On the sands of Miami Beach, eleven galleries showcase clay that challenges conventions—asserting new possibilities for the medium.
By: Abbey Chase, Emily Carroll & Irene Sperber
December 11, 2025
Ocean Drive and 12th Street, Miami Beach, US
From December 3–7, 2025, the fourteenth edition of Untitled Art Fair welcomed visitors to its custom-built tent on the glorious sunlit sands of Miami Beach. 160 galleries from twenty-nine countries participated, each gallery focusing on one or two, often emerging, artists. Ceramics are experiencing elevated involvement in the fairs, along with a noticeable uptick in collector interest in handcrafted work within the art market as a whole. Digital arts have ratcheted up to third place with collectors. Conversely, almost as an antidote to the tech intensity, there is more connection with craftsmanship, concentrating on the zen-like quality of close personal connection between art, the earth, and humanity. Untitled Art has added new direction and growth to this fair over the years.
Lindsey Mendick’s glazed ceramics at the Carl Freedman Gallery feature designed images of the excesses of contemporary female experiences layered onto hand-built vase forms with intensely glazed clay reminiscent of metal patinas. Nearby, the focus shifts to the unapologetic rawness and vibrancy of former painter Roger Herman’s rough glazed vessels at Nino Mier Gallery, balanced by Mel Arsenault’s statement on feminine strength with her freely painted, floral, glazed stoneware vases at Galerie Nicolas Robert.
Nicole Cherubini arranged her distinctive clay benches in an installation presented by the September Gallery. Drawing from Mexican and Turkish ceramics, she deconstructs raw clay and blended glazes to reveal both the delicate and the rugged strengths of her art form. Just beyond, Anna Zorina Gallery showed Korean artist Soojin Choi, who mirrors that duality in complicated sculptures using clay “because of its ability to create surface, space, and physicality.” And further along, The Landing Gallery displayed L.A. artist Aili Schmeltz, whose textile paintings, exuding strength and confidence, set the scene for a connection to the women of the Mojave Desert, where she worked during the pandemic. The desert brought about a stunning use of large wood-fired stoneware, formed into molded modular units (ceramic totems) stacked like natural stones.
Moving from gallery to gallery in quick succession is an exercise in contemplating where we are going with ceramics in 2025. Natural forms are a key interest, with no fear of bold colors or raw emotion strongly displayed through glazes and the fearless use of materials. Melding other art forms within a piece is given free rein, as is bringing ancient techniques and iconic imagery with us.
Here are eleven galleries at Untitled Art, Miami Beach showing how far ceramics have come—and where they’re headed.
SEPTEMBER Installation at Untitled Art 2025 | Photo courtesy: Emily Carroll
SEPTEMBER Installation at Untitled Art 2025 | Photo courtesy: SEPTEMBER
SEPTEMBER Installation at Untitled Art 2025 | Photo courtesy: SEPTEMBER
Nicole Cherubini | Bench from The Secrets of the Flowers of Refinement, or the Vulgarity of Loneliness | 2025 | terracotta, earthenware, glaze, soil, and plants | Photo courtesy: SEPTEMBER
Nicole Cherubini | Bench from The Secrets of the Flowers of Refinement, or the Vulgarity of Loneliness | 2025 | terracotta, earthenware, glaze, soil, and plants | Photo courtesy: SEPTEMBER
Nicole Cherubini | Bench from The Secrets of the Flowers of Refinement, or the Vulgarity of Loneliness | 2025 | terracotta, earthenware, glaze, soil, and plants | Photo courtesy: SEPTEMBER
Nicole Cherubini | Bench from The Secrets of the Flowers of Refinement, or the Vulgarity of Loneliness | 2025 | terracotta, earthenware, glaze, soil, and plants | Photo courtesy: SEPTEMBER
Bahnhof Installation at Untitled Art 2025 | Photo courtesy: Bahnhof
Kuril Chto | Vase 1 | 2025 | glazed ceramic | 21 x 8.5 in | Photo courtesy: Bahnhof
Detail shot of Vase 1 | Photo courtesy: Bahnhof
CONTRIBUTORS
Emily Carroll studied art and design at distinguished universities such as Rhode Island School of Design, School of Visual Arts and Parsons School of Design in New York where she earned her BFA degree in 1993. Since then, she has been utilizing her design skills for prominent publications, ad agencies and design firms working in New York and Miami.
Irene Sperber has been a freelance art reviewer in Miami, Florida for almost twenty years. Previously, Sperber had a career in photographic imagery and documentation. Currently, she is completing her travel memoir and participating in anthologies focusing on Florida’s unique quirks.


__ABOUT THIS TASK__. An exact reproduction of the records is required, with all images left out.

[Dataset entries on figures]
◇ ◇ ◇

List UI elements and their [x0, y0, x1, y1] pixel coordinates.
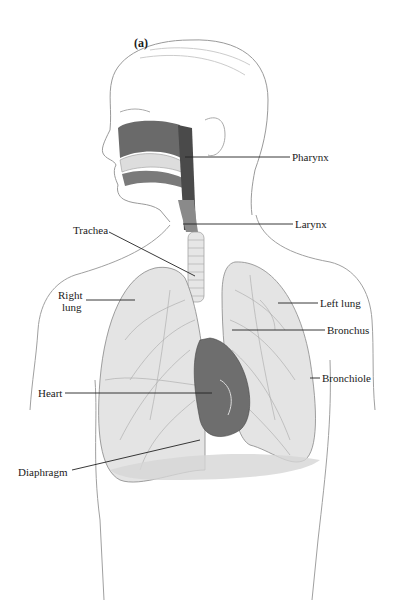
right-lung-label-line1: Right [58, 290, 82, 301]
trachea-label: Trachea [73, 225, 108, 236]
left-lung-label: Left lung [320, 298, 361, 309]
right-lung-label-line2: lung [62, 302, 82, 313]
right-lung-drawing [99, 267, 205, 482]
diaphragm-label: Diaphragm [18, 467, 67, 478]
larynx-label: Larynx [295, 219, 327, 230]
pharynx-label: Pharynx [292, 152, 329, 163]
bronchiole-label: Bronchiole [322, 373, 371, 384]
bronchus-label: Bronchus [327, 325, 369, 336]
heart-label: Heart [38, 388, 62, 399]
panel-label: (a) [134, 36, 148, 51]
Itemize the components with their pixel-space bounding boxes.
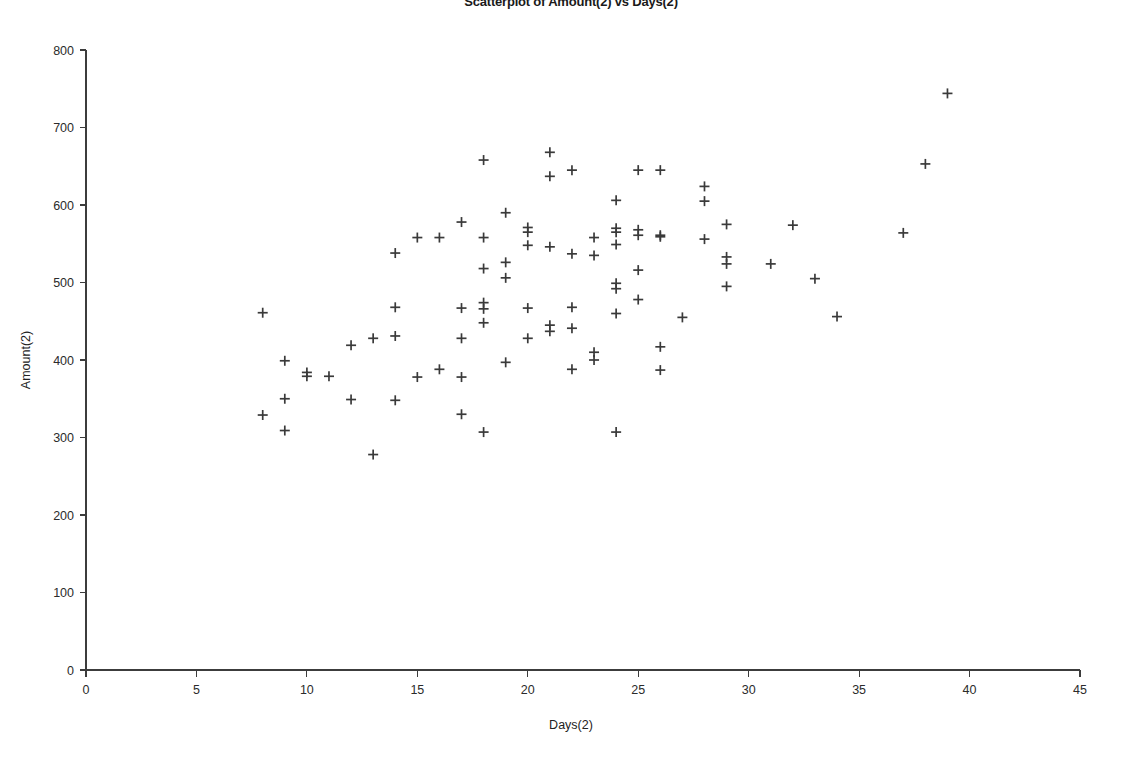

◇ ◇ ◇

__TASK RESULT__.
List UI elements and their [x0, y0, x1, y1] pixel coordinates.
right-lung-label-line1: Right [58, 290, 82, 301]
trachea-label: Trachea [73, 225, 108, 236]
left-lung-label: Left lung [320, 298, 361, 309]
right-lung-label-line2: lung [62, 302, 82, 313]
right-lung-drawing [99, 267, 205, 482]
diaphragm-label: Diaphragm [18, 467, 67, 478]
larynx-label: Larynx [295, 219, 327, 230]
pharynx-label: Pharynx [292, 152, 329, 163]
bronchiole-label: Bronchiole [322, 373, 371, 384]
bronchus-label: Bronchus [327, 325, 369, 336]
heart-label: Heart [38, 388, 62, 399]
panel-label: (a) [134, 36, 148, 51]
Itemize the components with their pixel-space bounding boxes.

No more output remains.